Simple home medical tests consist of a deck of various silicon chips coated in special film — one that could detect drugs in the blood, another for proteins in the urine indicating infection, and another for bacteria in water and the like. Add the bodily fluid to be tested, take a picture with a smartphone, and a special app shows if there’s a problem or not.

Low-cost, nanostructured thin films of silicon feature nanoscale holes that are a thousand times smaller than a strand of hair. They selectively capture molecules when pre-treated with the appropriate surface coating, darkening the silicon, which the app detects.

Similar technology being developed relies on expensive hardware that compliments the smartphone. The new system uses the phone’s flash as a light source and the researchers plans to develop an app that could handle all data processing necessary to confirm that the film simply darkened when fluid was added.

In the future, such a phone could replace a mass spectrometry system that costs thousands of dollars. The Transportation Security Administration (TSA) uses mass spectrometers at airports across the country where they are used to detect gunpowder on hand swabs.

Other home tests rely on a color change, which is a separate chemical reaction that introduces more room for error. In the new system, a biotin-streptavidin protein assay was used with an iPhone SE to test the silicon films. Accuracy was similar to that of bench-top measurement systems. A 3D-printed box stabilized the phone to get standardized measurements.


REQUIREMENT:
Your copy should match the entries exactly, with the pictures left out.

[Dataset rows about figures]
↓↓↓
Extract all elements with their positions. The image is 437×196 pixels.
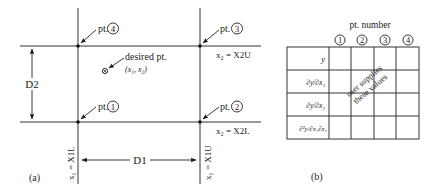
d1-dimension: D1: [82, 153, 196, 166]
left-line-label: x₁ = X1L: [66, 146, 76, 180]
panel-b-caption: (b): [311, 171, 323, 183]
diagram-canvas: D2 D1 pt. 4 pt. 3 pt. 1 pt. 2: [0, 0, 437, 196]
point-2-prefix: pt.: [220, 101, 230, 112]
column-header: 3: [383, 35, 387, 45]
pointer-arrow-icon: [203, 30, 219, 43]
point-2-number: 2: [235, 102, 240, 112]
column-header: 1: [338, 35, 342, 45]
point-4-callout: pt. 4: [81, 23, 119, 43]
lower-line-label: x₂ = X2L: [216, 126, 250, 136]
pointer-arrow-icon: [109, 58, 124, 68]
column-header: 2: [360, 35, 364, 45]
point-2-dot: [198, 120, 202, 124]
d2-dimension: D2: [24, 49, 40, 119]
panel-a-caption: (a): [29, 172, 40, 184]
point-3-number: 3: [235, 24, 240, 34]
right-line-label: x₁ = X1U: [203, 145, 213, 180]
pointer-arrow-icon: [203, 107, 219, 119]
desired-point-coords: (x₁, x₂): [125, 65, 147, 74]
pointer-arrow-icon: [81, 30, 96, 43]
row-label: ∂y/∂x₁: [306, 78, 325, 87]
point-4-prefix: pt.: [98, 23, 108, 34]
column-header: 4: [406, 35, 411, 45]
desired-point: desired pt. (x₁, x₂): [102, 51, 166, 74]
point-4-dot: [76, 44, 80, 48]
row-label: ∂²y/∂x₁∂x₂: [299, 125, 327, 132]
point-2-callout: pt. 2: [203, 101, 243, 119]
point-1-number: 1: [111, 102, 116, 112]
upper-line-label: x₂ = X2U: [216, 50, 251, 60]
point-3-callout: pt. 3: [203, 23, 243, 43]
row-label: y: [320, 54, 325, 64]
d2-label: D2: [25, 78, 38, 90]
point-1-callout: pt. 1: [81, 101, 119, 119]
point-4-number: 4: [111, 24, 116, 34]
desired-point-label: desired pt.: [125, 51, 167, 62]
column-headers: 1 2 3 4: [335, 35, 413, 45]
point-1-dot: [76, 120, 80, 124]
row-label: ∂y/∂x₂: [306, 101, 325, 110]
point-3-dot: [198, 44, 202, 48]
pointer-arrow-icon: [81, 107, 96, 119]
point-1-prefix: pt.: [98, 101, 108, 112]
point-3-prefix: pt.: [220, 23, 230, 34]
d1-label: D1: [133, 154, 146, 166]
table-header: pt. number: [349, 20, 391, 30]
↑↑↑
EXERCISE SOLUTION:
Extract all elements with their positions. The image is 437×196 pixels.
d1-dimension: D1: [82, 153, 196, 166]
left-line-label: x₁ = X1L: [66, 146, 76, 180]
panel-b-caption: (b): [311, 171, 323, 183]
diagram-canvas: D2 D1 pt. 4 pt. 3 pt. 1 pt. 2: [0, 0, 437, 196]
point-2-prefix: pt.: [220, 101, 230, 112]
column-header: 3: [383, 35, 387, 45]
pointer-arrow-icon: [203, 30, 219, 43]
point-2-number: 2: [235, 102, 240, 112]
column-header: 1: [338, 35, 342, 45]
point-4-callout: pt. 4: [81, 23, 119, 43]
lower-line-label: x₂ = X2L: [216, 126, 250, 136]
pointer-arrow-icon: [109, 58, 124, 68]
column-header: 2: [360, 35, 364, 45]
point-2-dot: [198, 120, 202, 124]
d2-dimension: D2: [24, 49, 40, 119]
panel-a-caption: (a): [29, 172, 40, 184]
point-3-number: 3: [235, 24, 240, 34]
right-line-label: x₁ = X1U: [203, 145, 213, 180]
pointer-arrow-icon: [203, 107, 219, 119]
desired-point-coords: (x₁, x₂): [125, 65, 147, 74]
pointer-arrow-icon: [81, 30, 96, 43]
row-label: ∂y/∂x₁: [306, 78, 325, 87]
point-4-prefix: pt.: [98, 23, 108, 34]
column-header: 4: [406, 35, 411, 45]
desired-point: desired pt. (x₁, x₂): [102, 51, 166, 74]
point-4-dot: [76, 44, 80, 48]
row-label: ∂²y/∂x₁∂x₂: [299, 125, 327, 132]
point-2-callout: pt. 2: [203, 101, 243, 119]
point-1-number: 1: [111, 102, 116, 112]
upper-line-label: x₂ = X2U: [216, 50, 251, 60]
point-3-callout: pt. 3: [203, 23, 243, 43]
row-label: y: [320, 54, 325, 64]
d2-label: D2: [25, 78, 38, 90]
point-1-callout: pt. 1: [81, 101, 119, 119]
point-4-number: 4: [111, 24, 116, 34]
desired-point-label: desired pt.: [125, 51, 167, 62]
column-headers: 1 2 3 4: [335, 35, 413, 45]
point-1-dot: [76, 120, 80, 124]
row-label: ∂y/∂x₂: [306, 101, 325, 110]
point-3-dot: [198, 44, 202, 48]
pointer-arrow-icon: [81, 107, 96, 119]
point-1-prefix: pt.: [98, 101, 108, 112]
point-3-prefix: pt.: [220, 23, 230, 34]
d1-label: D1: [133, 154, 146, 166]
table-header: pt. number: [349, 20, 391, 30]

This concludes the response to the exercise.